In his private life, Macaulay was admirable. He was perhaps rather too good a hater, as in the cases of Croker and Brougham. But his integrity, moral courage, and kindness of heart were unrivalled. In society he was delightful, and not intentionally overbearing, though his torrents of talk must have been occasionally oppressive. He was a warm friend, though he had few intimates except Thomas Flower Ellis; generous, almost to excess, in money matters; yet an excellent and prudent man of business; an exemplary master to his servants; and, above all, the light of his domestic circle. He was a perfect brother and uncle; he was never tired of playing with children and encouraging the development of their minds; and his affection has been repaid by one of the best biographies in the language. The absence of any trace of love affairs in the life of so true-hearted and masculine a nature is unexplained, but perhaps characteristic of a man whose affections were stronger than his passions, and who through life devoted himself with unwearying self-control to ambitions not unworthy of the complete absorption of his faculties.
Macaulay's works have been republished in a great variety of forms. The following gives dates of first publications:
Pompeii(prize poem), 1819.
Evening(prize poem), 1821.
Lays of Ancient Rome,1842.
Ivryand
The Armada,were added to the edition of 1848.
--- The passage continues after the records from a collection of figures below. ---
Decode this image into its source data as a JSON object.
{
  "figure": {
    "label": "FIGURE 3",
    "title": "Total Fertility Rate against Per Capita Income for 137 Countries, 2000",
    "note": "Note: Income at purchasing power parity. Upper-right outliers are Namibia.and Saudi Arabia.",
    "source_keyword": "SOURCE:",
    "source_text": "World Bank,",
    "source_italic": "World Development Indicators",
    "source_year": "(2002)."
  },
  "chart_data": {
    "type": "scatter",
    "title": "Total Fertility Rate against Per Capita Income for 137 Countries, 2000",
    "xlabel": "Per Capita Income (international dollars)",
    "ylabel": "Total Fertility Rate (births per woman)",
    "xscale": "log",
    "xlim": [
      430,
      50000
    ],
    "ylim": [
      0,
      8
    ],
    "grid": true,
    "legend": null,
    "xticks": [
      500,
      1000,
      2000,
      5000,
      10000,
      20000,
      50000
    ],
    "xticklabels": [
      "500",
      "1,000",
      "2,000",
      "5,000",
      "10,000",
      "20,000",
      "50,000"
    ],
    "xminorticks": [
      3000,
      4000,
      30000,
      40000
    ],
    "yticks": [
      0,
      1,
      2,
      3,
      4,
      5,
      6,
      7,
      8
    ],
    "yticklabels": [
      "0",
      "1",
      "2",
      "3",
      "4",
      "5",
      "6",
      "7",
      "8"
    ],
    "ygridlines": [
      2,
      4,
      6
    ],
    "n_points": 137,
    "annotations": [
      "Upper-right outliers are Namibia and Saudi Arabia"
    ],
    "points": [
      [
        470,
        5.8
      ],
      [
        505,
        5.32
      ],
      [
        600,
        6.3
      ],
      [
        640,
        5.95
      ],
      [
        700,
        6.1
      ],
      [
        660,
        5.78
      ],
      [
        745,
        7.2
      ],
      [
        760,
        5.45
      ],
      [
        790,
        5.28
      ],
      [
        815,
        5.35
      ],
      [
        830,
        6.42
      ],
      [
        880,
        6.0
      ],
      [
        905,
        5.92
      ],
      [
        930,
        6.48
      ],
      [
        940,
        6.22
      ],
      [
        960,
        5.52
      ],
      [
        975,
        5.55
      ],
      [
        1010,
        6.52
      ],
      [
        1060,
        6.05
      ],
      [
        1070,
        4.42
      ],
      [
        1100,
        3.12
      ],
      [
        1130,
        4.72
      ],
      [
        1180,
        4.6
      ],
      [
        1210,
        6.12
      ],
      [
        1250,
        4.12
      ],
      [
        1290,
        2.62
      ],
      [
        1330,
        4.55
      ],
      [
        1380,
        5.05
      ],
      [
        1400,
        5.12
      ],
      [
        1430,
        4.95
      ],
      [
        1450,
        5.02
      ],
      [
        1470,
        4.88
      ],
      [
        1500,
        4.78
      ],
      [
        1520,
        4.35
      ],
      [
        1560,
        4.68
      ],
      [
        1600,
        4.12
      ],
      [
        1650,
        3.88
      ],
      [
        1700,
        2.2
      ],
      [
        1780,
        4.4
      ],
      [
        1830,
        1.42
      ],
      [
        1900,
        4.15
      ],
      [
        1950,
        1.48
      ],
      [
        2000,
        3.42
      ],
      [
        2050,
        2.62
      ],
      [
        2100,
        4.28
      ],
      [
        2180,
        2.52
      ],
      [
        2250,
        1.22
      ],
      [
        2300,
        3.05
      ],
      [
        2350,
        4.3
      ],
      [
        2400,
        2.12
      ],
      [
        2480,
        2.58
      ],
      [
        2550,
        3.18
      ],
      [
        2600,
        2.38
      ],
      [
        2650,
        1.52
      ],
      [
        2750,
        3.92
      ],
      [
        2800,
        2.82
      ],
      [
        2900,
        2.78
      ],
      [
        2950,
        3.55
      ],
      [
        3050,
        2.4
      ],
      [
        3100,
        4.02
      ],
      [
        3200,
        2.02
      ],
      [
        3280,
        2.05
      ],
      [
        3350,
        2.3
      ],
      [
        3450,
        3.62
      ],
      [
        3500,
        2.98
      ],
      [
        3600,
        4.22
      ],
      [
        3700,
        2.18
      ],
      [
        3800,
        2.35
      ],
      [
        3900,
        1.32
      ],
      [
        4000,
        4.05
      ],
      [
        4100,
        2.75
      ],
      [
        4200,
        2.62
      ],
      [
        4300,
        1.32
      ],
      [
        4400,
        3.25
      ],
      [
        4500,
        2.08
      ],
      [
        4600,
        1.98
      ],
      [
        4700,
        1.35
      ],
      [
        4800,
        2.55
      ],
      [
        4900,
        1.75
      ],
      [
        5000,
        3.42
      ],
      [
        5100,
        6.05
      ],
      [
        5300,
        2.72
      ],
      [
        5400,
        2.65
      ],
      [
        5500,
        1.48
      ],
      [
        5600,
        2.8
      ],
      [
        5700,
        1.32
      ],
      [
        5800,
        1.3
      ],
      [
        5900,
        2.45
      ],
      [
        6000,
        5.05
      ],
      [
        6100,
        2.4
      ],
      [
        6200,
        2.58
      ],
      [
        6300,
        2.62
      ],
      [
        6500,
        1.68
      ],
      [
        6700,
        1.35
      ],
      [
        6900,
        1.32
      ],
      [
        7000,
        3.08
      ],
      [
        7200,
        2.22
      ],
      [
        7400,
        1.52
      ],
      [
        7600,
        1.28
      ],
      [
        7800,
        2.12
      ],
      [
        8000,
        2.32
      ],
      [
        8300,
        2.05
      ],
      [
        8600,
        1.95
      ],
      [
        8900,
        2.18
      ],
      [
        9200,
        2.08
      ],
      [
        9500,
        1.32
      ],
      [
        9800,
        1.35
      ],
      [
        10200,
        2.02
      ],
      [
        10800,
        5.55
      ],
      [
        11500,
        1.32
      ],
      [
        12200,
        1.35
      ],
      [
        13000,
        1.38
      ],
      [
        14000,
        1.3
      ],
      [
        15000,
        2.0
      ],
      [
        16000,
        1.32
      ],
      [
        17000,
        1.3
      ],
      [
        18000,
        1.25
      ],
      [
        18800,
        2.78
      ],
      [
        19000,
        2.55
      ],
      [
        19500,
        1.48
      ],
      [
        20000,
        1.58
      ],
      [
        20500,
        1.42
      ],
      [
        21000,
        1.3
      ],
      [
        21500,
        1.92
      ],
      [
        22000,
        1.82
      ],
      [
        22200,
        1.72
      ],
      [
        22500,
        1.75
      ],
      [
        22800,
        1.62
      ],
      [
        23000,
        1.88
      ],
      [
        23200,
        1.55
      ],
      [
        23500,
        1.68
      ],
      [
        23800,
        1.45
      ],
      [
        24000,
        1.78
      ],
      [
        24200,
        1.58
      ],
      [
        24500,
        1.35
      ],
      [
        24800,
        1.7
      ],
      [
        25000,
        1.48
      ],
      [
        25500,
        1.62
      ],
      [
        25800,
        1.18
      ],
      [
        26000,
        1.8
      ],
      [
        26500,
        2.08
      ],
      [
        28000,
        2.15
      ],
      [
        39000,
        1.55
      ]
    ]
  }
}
Critical and Historical Essays contributed to the Edinburgh Review,1843. (The essays originally appeared as follows:
(1)Milton,August 1826;
(2)Machiavelli,March 1827;
(3) Hallam'sConstitutional History,September 1828;
(4) Southey'sColloquies,January 1830;
(5)Robert Montgomery's Poems,April 1830;
(6)Civil Disabilities of the Jews,January 1831;
(7)Byron,June 1831;
(8) Croker'sBoswell,September 1831;
(9) Bunyan'sPilgrim's Progress,December 1831;
(10)Hampden,December 1831;
(11)Burleigh,April 1832;
(12)War of the Succession in Spain,January 1833;
(13)Horace Walpole,October 1833;
(14)Lord Chatham,January 1834;
(15) Mackintosh'sHistory of the Revolution,July 1836;
(16)Bacon,July 1837;
(17)Sir William Temple,October 1838;
(18)Gladstone on Church and State,April 1839;
(19)Clive,January, 1840;
(20) Ranke'sHistory of the Popes,October 1840;
(21)Comic Dramatists,January 1841;
(22)Lord Holland,July 1841;
(23)Warren Hastings,October l841;
(24)Frederick the Great,April 1842;
(25)Madame d'Arblay,January 1843;
(26)Addison,July 1843;
(27)Lord Chatham(second article), October 1844.)
History of England,vols. i. and ii. 1849; vols. iii. and iv. appeared in 1855, and vol. v., edited by Lady Trevelyan, in 1861. An edition in 8 vols. (1858-62) includes a life by Dean Milman, prefixed to vol. viii, which is also prefixed to the
People's Editionin 4 vols. 8vo, 1863-4.
Inaugural Address(as Lord Rector of Glasgow), 1849.
Speeches Corrected by Himself,1854 (an unauthorised edition had been published by Vizetelly in 1853).
Miscellaneous Writings,2 vols. 8vo, 1860, edited by T. F. E(llis). This includes his contributions to Knight's
Quarterly Magazine,some poems, lives of Atterbury, Bunyan, Goldsmith, Johnson, and Pitt, contributed to the 8th edit, of the
Encyclopaedia Britannica(published separately), and the following previously uncollected articles in the
Edinburgh Review:
(1)Dryden,January 1828;
(2)History,May 1828;
(3)Mill on Government,March 1829;
(4)Westminster Reviewer's Defence of Mill,June 1829;
(5)Utilitarian Theory of Government,October 1829;
(6) Sadler'sLaw of Population,July 1830;
(7) Sadler'sRefutation Refuted,January 1831;
(8)Mirabeau,July 1832;
(9)Barère,April 1844.
The complete works, edited by Lady Trevelyan, appeared in 8 vols. 8vo, 1866.
[The chief authority for Macaulay's life is Sir G. 0. Trevolyan'e Life and Letters of Lord Macaulay (2 vols. 8vo, 1876), here cited from popular edition. The Public Life of Lord Macaulay, by Frederick Arnold, 1862, gives some extracts from newspapers, reports of speeches, &c., of some interest. See also Dean Milman's Life (as above); Macvey Napier's Correspondence, 1879, for many letters; John Moultrie's Poems (1876), i. 421-3, for college career; Greville'e Journals (George IV and William IV, 1874), ii. 199, 245-6, iii. 35, 337-8 (Victoria, 1885), i. 121, ii. 69, 70; Moore's Diaries, vi. 215, vii. 280, 283, 284.]